Christians accept the limitation of the scientific approach on an entirely different ground. As an activity conducted by created beings, the scientific approach is not able to handle questions that go beyond the created order without submitting to the supernatural authority of divine revelation. This is to say that the scientific approach is not able to deal with the “why” questions in the created order with only nature-bounded methodology. In its current state of development, the scientific approach is best able to describe what is seen in the created order. In every stage of research, the scientific approach must recognize the supernatural and allow for God’s absolute control and full activity in nature. Unfortunately, many of your non-Christian lecturers don’t accept this position.

Thirdly, the scientific approach is limited in certainty. Its conclusions are at best provisional. There is always ample room for further revisions, expansions and sometimes outright rejection of existing insights from the scientific approach. Only truth is so supremely confident and inerrant that it cannot be falsified.

It is important that you don’t, at any point in your intellectual career, confuse the tentative evidence from the scientific approach with the certainty of the revelation knowledge that is in the Bible. A fruitful Christian attitude to the scientific approach is neither to minimize its limitations nor exaggerate its potential as an instrument for progress of knowledge.

Professional Abuses
Many intellectuals understand the scientific approach in ways that exclude God and the supernatural. They demand that you must presuppose disbelief in God, claiming that the scientific approach can only deal with what is in the nature around us.
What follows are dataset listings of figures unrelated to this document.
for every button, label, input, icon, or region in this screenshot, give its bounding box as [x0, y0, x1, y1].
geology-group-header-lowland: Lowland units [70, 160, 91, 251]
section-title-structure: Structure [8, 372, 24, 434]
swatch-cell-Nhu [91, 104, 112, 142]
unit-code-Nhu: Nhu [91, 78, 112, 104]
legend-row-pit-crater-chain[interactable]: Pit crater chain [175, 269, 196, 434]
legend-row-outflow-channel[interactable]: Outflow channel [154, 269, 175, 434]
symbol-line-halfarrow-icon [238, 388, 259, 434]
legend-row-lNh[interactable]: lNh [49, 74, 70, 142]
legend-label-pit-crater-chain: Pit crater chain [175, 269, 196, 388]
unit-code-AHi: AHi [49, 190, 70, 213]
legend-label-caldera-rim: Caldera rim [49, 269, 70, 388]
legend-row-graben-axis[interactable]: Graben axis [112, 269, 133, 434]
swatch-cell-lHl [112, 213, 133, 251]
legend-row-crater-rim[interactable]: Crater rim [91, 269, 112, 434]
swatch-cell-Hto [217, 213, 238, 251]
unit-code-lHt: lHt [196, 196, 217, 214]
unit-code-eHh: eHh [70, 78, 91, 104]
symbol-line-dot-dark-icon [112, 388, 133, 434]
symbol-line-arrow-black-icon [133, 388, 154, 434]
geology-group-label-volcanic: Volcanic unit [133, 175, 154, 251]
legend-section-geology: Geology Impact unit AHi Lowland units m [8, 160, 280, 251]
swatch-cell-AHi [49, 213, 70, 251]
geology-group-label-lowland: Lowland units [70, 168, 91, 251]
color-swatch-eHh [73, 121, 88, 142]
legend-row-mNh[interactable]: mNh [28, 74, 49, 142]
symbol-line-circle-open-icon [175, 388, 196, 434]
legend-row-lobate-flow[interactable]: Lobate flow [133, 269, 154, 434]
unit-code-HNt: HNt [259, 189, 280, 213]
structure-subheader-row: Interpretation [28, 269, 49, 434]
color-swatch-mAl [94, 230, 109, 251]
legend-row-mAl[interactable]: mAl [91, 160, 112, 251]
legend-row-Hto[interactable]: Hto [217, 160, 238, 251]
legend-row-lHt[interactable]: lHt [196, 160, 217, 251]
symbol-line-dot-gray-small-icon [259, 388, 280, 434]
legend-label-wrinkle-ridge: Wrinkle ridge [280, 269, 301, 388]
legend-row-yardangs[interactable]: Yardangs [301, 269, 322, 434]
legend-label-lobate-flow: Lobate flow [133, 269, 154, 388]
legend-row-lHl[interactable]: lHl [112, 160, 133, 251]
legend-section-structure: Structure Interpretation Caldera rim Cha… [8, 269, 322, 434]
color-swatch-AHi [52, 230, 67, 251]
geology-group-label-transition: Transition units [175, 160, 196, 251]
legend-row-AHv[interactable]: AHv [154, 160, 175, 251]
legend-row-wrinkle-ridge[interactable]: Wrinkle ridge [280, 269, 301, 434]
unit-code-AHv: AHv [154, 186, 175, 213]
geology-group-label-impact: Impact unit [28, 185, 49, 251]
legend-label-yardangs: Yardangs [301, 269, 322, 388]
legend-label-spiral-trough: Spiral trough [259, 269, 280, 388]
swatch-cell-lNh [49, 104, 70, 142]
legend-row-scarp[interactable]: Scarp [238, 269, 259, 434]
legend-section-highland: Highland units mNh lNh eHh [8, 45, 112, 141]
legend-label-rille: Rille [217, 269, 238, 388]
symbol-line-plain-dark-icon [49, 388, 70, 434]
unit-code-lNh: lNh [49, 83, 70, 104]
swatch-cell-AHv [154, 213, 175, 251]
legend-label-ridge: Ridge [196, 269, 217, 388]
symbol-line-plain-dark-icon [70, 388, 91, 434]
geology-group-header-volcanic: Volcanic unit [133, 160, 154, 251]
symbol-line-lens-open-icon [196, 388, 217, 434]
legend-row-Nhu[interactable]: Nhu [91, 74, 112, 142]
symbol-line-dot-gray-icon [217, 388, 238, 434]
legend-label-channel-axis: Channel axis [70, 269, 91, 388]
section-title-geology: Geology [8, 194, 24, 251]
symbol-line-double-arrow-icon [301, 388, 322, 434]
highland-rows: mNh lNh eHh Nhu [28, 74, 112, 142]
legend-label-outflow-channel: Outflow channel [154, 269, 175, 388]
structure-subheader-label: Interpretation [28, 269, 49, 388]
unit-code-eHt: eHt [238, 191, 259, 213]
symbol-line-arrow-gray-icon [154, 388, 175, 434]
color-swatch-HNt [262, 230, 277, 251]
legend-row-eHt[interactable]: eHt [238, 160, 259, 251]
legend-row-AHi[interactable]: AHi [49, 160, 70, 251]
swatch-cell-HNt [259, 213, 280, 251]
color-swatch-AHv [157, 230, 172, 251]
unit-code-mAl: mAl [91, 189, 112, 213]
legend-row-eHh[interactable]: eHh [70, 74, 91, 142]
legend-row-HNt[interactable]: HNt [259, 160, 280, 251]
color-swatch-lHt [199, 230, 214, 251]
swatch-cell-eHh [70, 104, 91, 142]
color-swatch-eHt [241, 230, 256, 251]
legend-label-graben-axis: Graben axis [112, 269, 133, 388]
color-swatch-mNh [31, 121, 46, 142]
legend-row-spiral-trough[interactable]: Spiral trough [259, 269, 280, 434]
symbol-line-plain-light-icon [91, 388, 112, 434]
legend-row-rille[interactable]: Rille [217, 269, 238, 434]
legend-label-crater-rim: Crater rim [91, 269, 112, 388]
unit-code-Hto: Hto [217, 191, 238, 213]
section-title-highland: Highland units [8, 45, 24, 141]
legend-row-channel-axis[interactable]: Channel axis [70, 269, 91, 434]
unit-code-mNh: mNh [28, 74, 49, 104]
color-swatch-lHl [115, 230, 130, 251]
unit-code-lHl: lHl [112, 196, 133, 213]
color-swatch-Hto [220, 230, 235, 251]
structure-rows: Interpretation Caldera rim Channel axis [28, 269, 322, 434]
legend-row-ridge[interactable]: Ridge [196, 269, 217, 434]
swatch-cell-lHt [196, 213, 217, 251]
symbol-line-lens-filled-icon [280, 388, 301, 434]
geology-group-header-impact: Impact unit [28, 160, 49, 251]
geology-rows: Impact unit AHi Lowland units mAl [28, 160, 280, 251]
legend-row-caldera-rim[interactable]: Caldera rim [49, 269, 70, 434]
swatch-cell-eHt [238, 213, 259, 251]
Such intellectuals don’t draw your attention to the fact that a refusal to presuppose belief in God is simply a presupposition of non belief in God. They know that to put things in such clear terms would make reasonable thinkers see the weakness of their claims. Therefore they start by drawing you into their predominantly naturalistic starting point. Once they get you to agree with their primary assumptions, they proceed to show you the ‘illogic’ of bringing God and the supernatural into the scientific approach. This is the arrogance of scientism that is evident in every branch of learning. These non-Christian scholars use professional and financial powers at their disposal to resist and suppress alternative conceptions and methodologies that derive from the Christian worldview. In some countries, ungodly scholars coopt the court, the media and powerful private sector institutions into the task of enforcing their preferred scientific approach. Thus, what is merely an approach to knowledge is formalized as academic orthodoxy, and  policed  with extreme authoritarianism that mocks every concept of intellectual freedom.

Implications for Your Studies
Satan confronts you at various points in the learning process.  One is at the introductory stage of courses when worldviews pose as undisputed authorities in knowledge.  How do you know when this is happening? When your lecturers suggest that your Christian beliefs are inferior to what you are taught in class, when you are pressured  to keep your ‘religious’ beliefs aside, you can be sure that worldview interests have displaced objective intellectual tradition.

There is no conflict between the scientific approach and belief in God. The real conflict is between ungodly worldviews and the scientific approach. The correct use of the  scientific approach is to begin from  God’s revealed truth in your effort to understand the dimensions of reality in specific disciplines of  study.  In this way, you don’t make the mistake of elevating the authority of the scientific approach above divine revelation.